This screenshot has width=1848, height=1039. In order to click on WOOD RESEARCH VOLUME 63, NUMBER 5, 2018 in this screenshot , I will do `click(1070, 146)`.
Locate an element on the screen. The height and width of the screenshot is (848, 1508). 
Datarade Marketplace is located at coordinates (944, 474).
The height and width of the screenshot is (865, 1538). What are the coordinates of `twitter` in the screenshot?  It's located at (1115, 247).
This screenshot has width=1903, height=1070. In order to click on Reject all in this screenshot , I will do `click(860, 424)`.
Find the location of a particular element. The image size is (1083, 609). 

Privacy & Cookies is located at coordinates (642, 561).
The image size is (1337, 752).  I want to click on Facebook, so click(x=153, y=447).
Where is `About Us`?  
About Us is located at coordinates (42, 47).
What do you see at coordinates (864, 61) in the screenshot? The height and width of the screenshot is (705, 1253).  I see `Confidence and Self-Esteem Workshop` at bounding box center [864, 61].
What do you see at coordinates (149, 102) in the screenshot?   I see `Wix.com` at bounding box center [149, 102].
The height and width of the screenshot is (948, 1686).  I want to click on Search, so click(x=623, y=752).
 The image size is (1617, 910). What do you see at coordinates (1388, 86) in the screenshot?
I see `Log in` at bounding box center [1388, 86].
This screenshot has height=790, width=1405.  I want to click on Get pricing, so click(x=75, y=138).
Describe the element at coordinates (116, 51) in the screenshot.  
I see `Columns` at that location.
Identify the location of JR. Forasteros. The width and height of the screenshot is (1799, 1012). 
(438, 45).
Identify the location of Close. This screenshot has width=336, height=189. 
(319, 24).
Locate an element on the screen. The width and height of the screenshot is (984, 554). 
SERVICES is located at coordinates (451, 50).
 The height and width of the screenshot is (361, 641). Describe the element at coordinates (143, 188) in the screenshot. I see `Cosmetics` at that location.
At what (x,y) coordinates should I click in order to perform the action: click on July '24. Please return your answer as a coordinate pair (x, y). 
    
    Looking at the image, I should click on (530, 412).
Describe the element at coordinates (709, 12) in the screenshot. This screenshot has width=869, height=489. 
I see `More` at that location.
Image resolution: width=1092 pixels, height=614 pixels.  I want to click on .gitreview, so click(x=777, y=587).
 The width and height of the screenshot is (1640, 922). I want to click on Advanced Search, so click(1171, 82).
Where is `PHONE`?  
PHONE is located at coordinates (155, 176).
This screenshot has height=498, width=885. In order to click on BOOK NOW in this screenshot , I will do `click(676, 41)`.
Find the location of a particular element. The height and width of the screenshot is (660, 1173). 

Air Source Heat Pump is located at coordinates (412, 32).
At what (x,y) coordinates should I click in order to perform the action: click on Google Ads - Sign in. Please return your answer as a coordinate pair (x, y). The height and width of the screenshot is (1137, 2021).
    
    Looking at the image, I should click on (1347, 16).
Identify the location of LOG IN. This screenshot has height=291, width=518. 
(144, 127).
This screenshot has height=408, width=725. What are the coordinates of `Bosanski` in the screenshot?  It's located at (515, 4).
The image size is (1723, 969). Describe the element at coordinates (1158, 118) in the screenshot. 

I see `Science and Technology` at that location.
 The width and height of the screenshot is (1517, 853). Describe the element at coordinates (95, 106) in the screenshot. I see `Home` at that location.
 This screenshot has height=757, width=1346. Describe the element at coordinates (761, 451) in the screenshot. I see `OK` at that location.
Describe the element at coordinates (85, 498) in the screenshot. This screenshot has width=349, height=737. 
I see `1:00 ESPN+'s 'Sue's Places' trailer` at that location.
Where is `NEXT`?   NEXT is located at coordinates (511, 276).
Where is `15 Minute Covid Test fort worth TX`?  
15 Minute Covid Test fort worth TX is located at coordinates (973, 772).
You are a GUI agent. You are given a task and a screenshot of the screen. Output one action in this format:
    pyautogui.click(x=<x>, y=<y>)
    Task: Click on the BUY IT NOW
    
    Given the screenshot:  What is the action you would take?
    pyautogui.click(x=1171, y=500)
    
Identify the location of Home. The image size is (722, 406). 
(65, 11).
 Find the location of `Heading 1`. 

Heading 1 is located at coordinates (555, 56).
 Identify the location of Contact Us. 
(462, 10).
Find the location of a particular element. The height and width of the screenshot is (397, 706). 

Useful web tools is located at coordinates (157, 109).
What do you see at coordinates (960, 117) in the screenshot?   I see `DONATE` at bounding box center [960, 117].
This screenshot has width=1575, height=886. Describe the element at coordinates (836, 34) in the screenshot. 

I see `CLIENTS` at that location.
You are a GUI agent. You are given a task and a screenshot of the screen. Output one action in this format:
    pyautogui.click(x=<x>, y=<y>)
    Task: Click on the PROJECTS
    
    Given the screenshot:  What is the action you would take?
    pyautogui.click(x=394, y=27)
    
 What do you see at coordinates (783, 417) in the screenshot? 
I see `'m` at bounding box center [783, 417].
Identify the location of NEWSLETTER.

● ● ● ● ● ● ●

# [Task item]
Your answer must be the complete listing, retyped exactly.

# [Answer for this exercise]
This screenshot has width=1848, height=1039. In order to click on WOOD RESEARCH VOLUME 63, NUMBER 5, 2018 in this screenshot , I will do `click(1070, 146)`.
Locate an element on the screen. The height and width of the screenshot is (848, 1508). 
Datarade Marketplace is located at coordinates (944, 474).
The height and width of the screenshot is (865, 1538). What are the coordinates of `twitter` in the screenshot?  It's located at (1115, 247).
This screenshot has width=1903, height=1070. In order to click on Reject all in this screenshot , I will do `click(860, 424)`.
Find the location of a particular element. The image size is (1083, 609). 

Privacy & Cookies is located at coordinates (642, 561).
The image size is (1337, 752).  I want to click on Facebook, so click(x=153, y=447).
Where is `About Us`?  
About Us is located at coordinates (42, 47).
What do you see at coordinates (864, 61) in the screenshot? The height and width of the screenshot is (705, 1253).  I see `Confidence and Self-Esteem Workshop` at bounding box center [864, 61].
What do you see at coordinates (149, 102) in the screenshot?   I see `Wix.com` at bounding box center [149, 102].
The height and width of the screenshot is (948, 1686).  I want to click on Search, so click(x=623, y=752).
 The image size is (1617, 910). What do you see at coordinates (1388, 86) in the screenshot?
I see `Log in` at bounding box center [1388, 86].
This screenshot has height=790, width=1405.  I want to click on Get pricing, so click(x=75, y=138).
Describe the element at coordinates (116, 51) in the screenshot.  
I see `Columns` at that location.
Identify the location of JR. Forasteros. The width and height of the screenshot is (1799, 1012). 
(438, 45).
Identify the location of Close. This screenshot has width=336, height=189. 
(319, 24).
Locate an element on the screen. The width and height of the screenshot is (984, 554). 
SERVICES is located at coordinates (451, 50).
 The height and width of the screenshot is (361, 641). Describe the element at coordinates (143, 188) in the screenshot. I see `Cosmetics` at that location.
At what (x,y) coordinates should I click in order to perform the action: click on July '24. Please return your answer as a coordinate pair (x, y). 
    
    Looking at the image, I should click on (530, 412).
Describe the element at coordinates (709, 12) in the screenshot. This screenshot has width=869, height=489. 
I see `More` at that location.
Image resolution: width=1092 pixels, height=614 pixels.  I want to click on .gitreview, so click(x=777, y=587).
 The width and height of the screenshot is (1640, 922). I want to click on Advanced Search, so click(1171, 82).
Where is `PHONE`?  
PHONE is located at coordinates (155, 176).
This screenshot has height=498, width=885. In order to click on BOOK NOW in this screenshot , I will do `click(676, 41)`.
Find the location of a particular element. The height and width of the screenshot is (660, 1173). 

Air Source Heat Pump is located at coordinates (412, 32).
At what (x,y) coordinates should I click in order to perform the action: click on Google Ads - Sign in. Please return your answer as a coordinate pair (x, y). The height and width of the screenshot is (1137, 2021).
    
    Looking at the image, I should click on (1347, 16).
Identify the location of LOG IN. This screenshot has height=291, width=518. 
(144, 127).
This screenshot has height=408, width=725. What are the coordinates of `Bosanski` in the screenshot?  It's located at (515, 4).
The image size is (1723, 969). Describe the element at coordinates (1158, 118) in the screenshot. 

I see `Science and Technology` at that location.
 The width and height of the screenshot is (1517, 853). Describe the element at coordinates (95, 106) in the screenshot. I see `Home` at that location.
 This screenshot has height=757, width=1346. Describe the element at coordinates (761, 451) in the screenshot. I see `OK` at that location.
Describe the element at coordinates (85, 498) in the screenshot. This screenshot has width=349, height=737. 
I see `1:00 ESPN+'s 'Sue's Places' trailer` at that location.
Where is `NEXT`?   NEXT is located at coordinates (511, 276).
Where is `15 Minute Covid Test fort worth TX`?  
15 Minute Covid Test fort worth TX is located at coordinates (973, 772).
You are a GUI agent. You are given a task and a screenshot of the screen. Output one action in this format:
    pyautogui.click(x=<x>, y=<y>)
    Task: Click on the BUY IT NOW
    
    Given the screenshot:  What is the action you would take?
    pyautogui.click(x=1171, y=500)
    
Identify the location of Home. The image size is (722, 406). 
(65, 11).
 Find the location of `Heading 1`. 

Heading 1 is located at coordinates (555, 56).
 Identify the location of Contact Us. 
(462, 10).
Find the location of a particular element. The height and width of the screenshot is (397, 706). 

Useful web tools is located at coordinates (157, 109).
What do you see at coordinates (960, 117) in the screenshot?   I see `DONATE` at bounding box center [960, 117].
This screenshot has width=1575, height=886. Describe the element at coordinates (836, 34) in the screenshot. 

I see `CLIENTS` at that location.
You are a GUI agent. You are given a task and a screenshot of the screen. Output one action in this format:
    pyautogui.click(x=<x>, y=<y>)
    Task: Click on the PROJECTS
    
    Given the screenshot:  What is the action you would take?
    pyautogui.click(x=394, y=27)
    
 What do you see at coordinates (783, 417) in the screenshot? 
I see `'m` at bounding box center [783, 417].
Identify the location of NEWSLETTER.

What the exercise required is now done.